I ran the exact same prompt every day for 30 days on GPT-4o. I measured output similarity, cost, and latency. Here is what I found.

The Experiment

Same prompt: "Summarize this: [random 500-word article]"
Same model: GPT-4o
Same 10 articles per day
30 days of data

I measured:

  • Cosine similarity between outputs (was the meaning the same?)
  • Token count (was the length the same?)
  • Latency (was the speed the same?)
  • Cost (was it consistent?)

The Results

Output Similarity

The outputs were semantically similar but not identical. On a scale of 0 (completely different) to 1 (identical), daily similarity averaged 0.87.

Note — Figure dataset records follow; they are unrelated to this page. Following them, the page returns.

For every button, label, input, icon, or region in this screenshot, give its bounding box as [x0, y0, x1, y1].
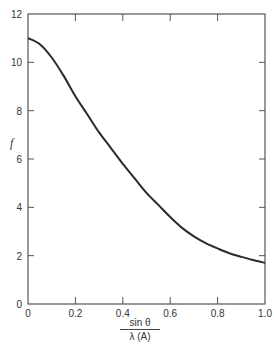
y-axis-label: f — [10, 136, 15, 150]
x-tick-label: 1.0 — [258, 308, 272, 319]
y-tick-label: 8 — [16, 106, 22, 117]
x-tick-label: 0.6 — [163, 308, 177, 319]
x-axis-label-denominator: λ (A) — [120, 330, 160, 342]
data-line-f — [28, 38, 265, 263]
scattering-factor-chart: 02468101200.20.40.60.81.0f — [0, 0, 274, 348]
x-tick-label: 0 — [25, 308, 31, 319]
y-tick-label: 10 — [11, 57, 23, 68]
x-tick-label: 0.2 — [68, 308, 82, 319]
y-tick-label: 2 — [16, 251, 22, 262]
y-tick-label: 4 — [16, 202, 22, 213]
x-axis-label: sin θ λ (A) — [120, 317, 160, 342]
x-axis-label-numerator: sin θ — [120, 317, 160, 330]
x-tick-label: 0.8 — [211, 308, 225, 319]
y-tick-label: 0 — [16, 299, 22, 310]
plot-frame — [28, 14, 265, 304]
y-tick-label: 6 — [16, 154, 22, 165]
y-tick-label: 12 — [11, 9, 23, 20]
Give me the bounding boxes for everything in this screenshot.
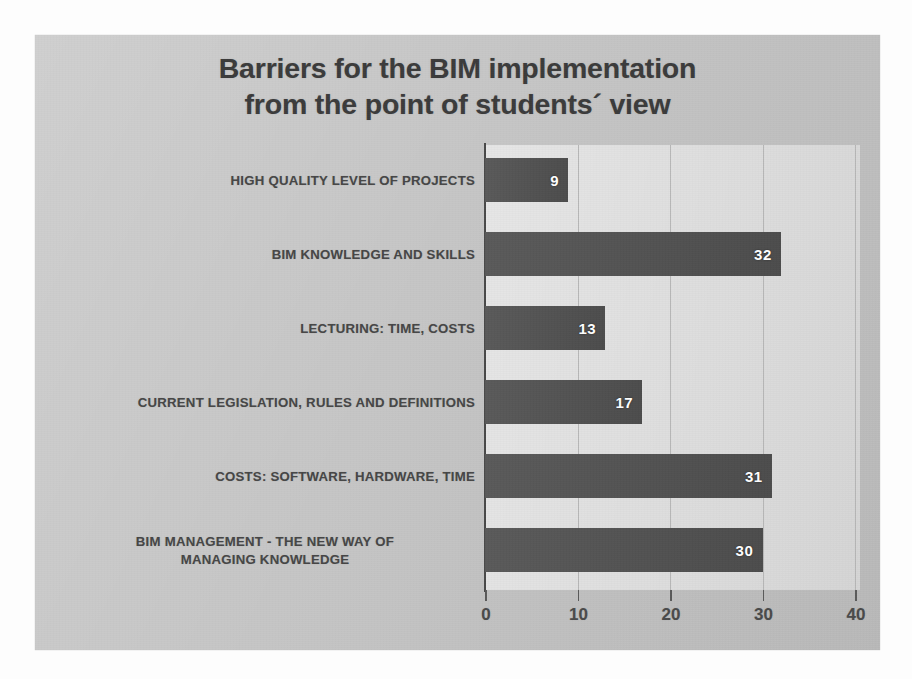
bar-value-label: 13	[578, 320, 596, 337]
gridline-30	[763, 145, 764, 590]
gridline-40	[855, 145, 856, 590]
bar-row[interactable]: 30	[485, 528, 763, 572]
category-label-bim-knowledge-and-skills: BIM KNOWLEDGE AND SKILLS	[55, 246, 475, 264]
bar-row[interactable]: 31	[485, 454, 772, 498]
tick-mark-30	[763, 590, 765, 601]
bar-bim-knowledge-and-skills[interactable]: 32	[485, 232, 781, 276]
bar-value-label: 32	[754, 246, 772, 263]
category-label-high-quality-level-of-projects: HIGH QUALITY LEVEL OF PROJECTS	[55, 172, 475, 190]
category-label-line: LECTURING: TIME, COSTS	[300, 321, 475, 336]
bar-value-label: 30	[736, 542, 754, 559]
tick-mark-10	[578, 590, 580, 601]
bar-row[interactable]: 13	[485, 306, 605, 350]
bar-lecturing-time-costs[interactable]: 13	[485, 306, 605, 350]
bar-value-label: 31	[745, 468, 763, 485]
category-label-line: MANAGING KNOWLEDGE	[181, 552, 350, 567]
bar-current-legislation-rules-and-definitions[interactable]: 17	[485, 380, 642, 424]
x-tick-label-40: 40	[826, 605, 886, 625]
tick-mark-20	[670, 590, 672, 601]
y-axis-line	[484, 143, 486, 592]
bar-costs-software-hardware-time[interactable]: 31	[485, 454, 772, 498]
category-label-line: COSTS: SOFTWARE, HARDWARE, TIME	[215, 469, 475, 484]
chart-title-line-2: from the point of students´ view	[35, 86, 880, 122]
plot-area	[485, 145, 860, 590]
gridline-10	[578, 145, 579, 590]
tick-mark-0	[485, 590, 487, 601]
bar-high-quality-level-of-projects[interactable]: 9	[485, 158, 568, 202]
bar-row[interactable]: 17	[485, 380, 642, 424]
x-tick-label-20: 20	[641, 605, 701, 625]
slide-panel: Barriers for the BIM implementation from…	[35, 35, 880, 650]
category-label-line: CURRENT LEGISLATION, RULES AND DEFINITIO…	[138, 395, 475, 410]
gridline-20	[670, 145, 671, 590]
bar-row[interactable]: 9	[485, 158, 568, 202]
bar-bim-management-new-way-of-managing-knowledge[interactable]: 30	[485, 528, 763, 572]
category-label-costs-software-hardware-time: COSTS: SOFTWARE, HARDWARE, TIME	[55, 468, 475, 486]
category-label-current-legislation-rules-and-definitions: CURRENT LEGISLATION, RULES AND DEFINITIO…	[35, 394, 475, 412]
x-tick-label-0: 0	[456, 605, 516, 625]
category-label-lecturing-time-costs: LECTURING: TIME, COSTS	[55, 320, 475, 338]
bar-value-label: 17	[615, 394, 633, 411]
bar-value-label: 9	[550, 172, 559, 189]
chart-title-line-1: Barriers for the BIM implementation	[35, 50, 880, 86]
x-tick-label-30: 30	[734, 605, 794, 625]
category-label-line: BIM MANAGEMENT - THE NEW WAY OF	[136, 534, 394, 549]
chart-title: Barriers for the BIM implementation from…	[35, 50, 880, 123]
category-label-line: HIGH QUALITY LEVEL OF PROJECTS	[231, 173, 475, 188]
bar-row[interactable]: 32	[485, 232, 781, 276]
category-label-line: BIM KNOWLEDGE AND SKILLS	[272, 247, 475, 262]
category-label-bim-management-new-way-of-managing-knowledge: BIM MANAGEMENT - THE NEW WAY OF MANAGING…	[55, 533, 475, 568]
x-tick-label-10: 10	[549, 605, 609, 625]
tick-mark-40	[855, 590, 857, 601]
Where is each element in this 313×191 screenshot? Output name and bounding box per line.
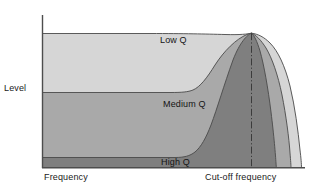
chart-plot-area xyxy=(0,0,313,191)
series-label-medium-q: Medium Q xyxy=(163,99,206,109)
x-axis-label-frequency: Frequency xyxy=(44,172,88,182)
series-label-high-q: High Q xyxy=(161,157,190,167)
series-label-low-q: Low Q xyxy=(160,35,187,45)
y-axis-label: Level xyxy=(4,83,26,93)
x-axis-label-cutoff-frequency: Cut-off frequency xyxy=(205,172,276,182)
filter-q-chart: Level Frequency Cut-off frequency Low Q … xyxy=(0,0,313,191)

There were two days where similarity dropped below 0.75. Both times, the model had clearly changed its summarization style. Shorter summaries, more direct language.

Token Count

Average output tokens: 78
Standard deviation: 12
Range: 52-124 tokens

Day 12 had unusually short outputs (52-61 tokens). Day 23 had unusually long outputs (98-124 tokens).

Latency

Average latency: 2.3 seconds
Standard deviation: 0.8 seconds
Range: 1.1s - 4.7s

No obvious pattern by day of week or time of day.

Cost

Always $0.003 per call for this prompt size. Consistent.

What This Means

For simple, deterministic tasks: LLMs are consistent.

For generative tasks: there is measurable variance day-to-day.

This is why you need baseline monitoring. If I had not measured, I would not have known the outputs were changing.

The Practical Implication

If you are building LLM features that depend on consistent output length, format, or style: you need automated monitoring.

A 15% variance in output length could break your UI. A 10% variance in summarization quality might not be noticeable until a user complains.


Measure everything. You cannot fix what you are not tracking.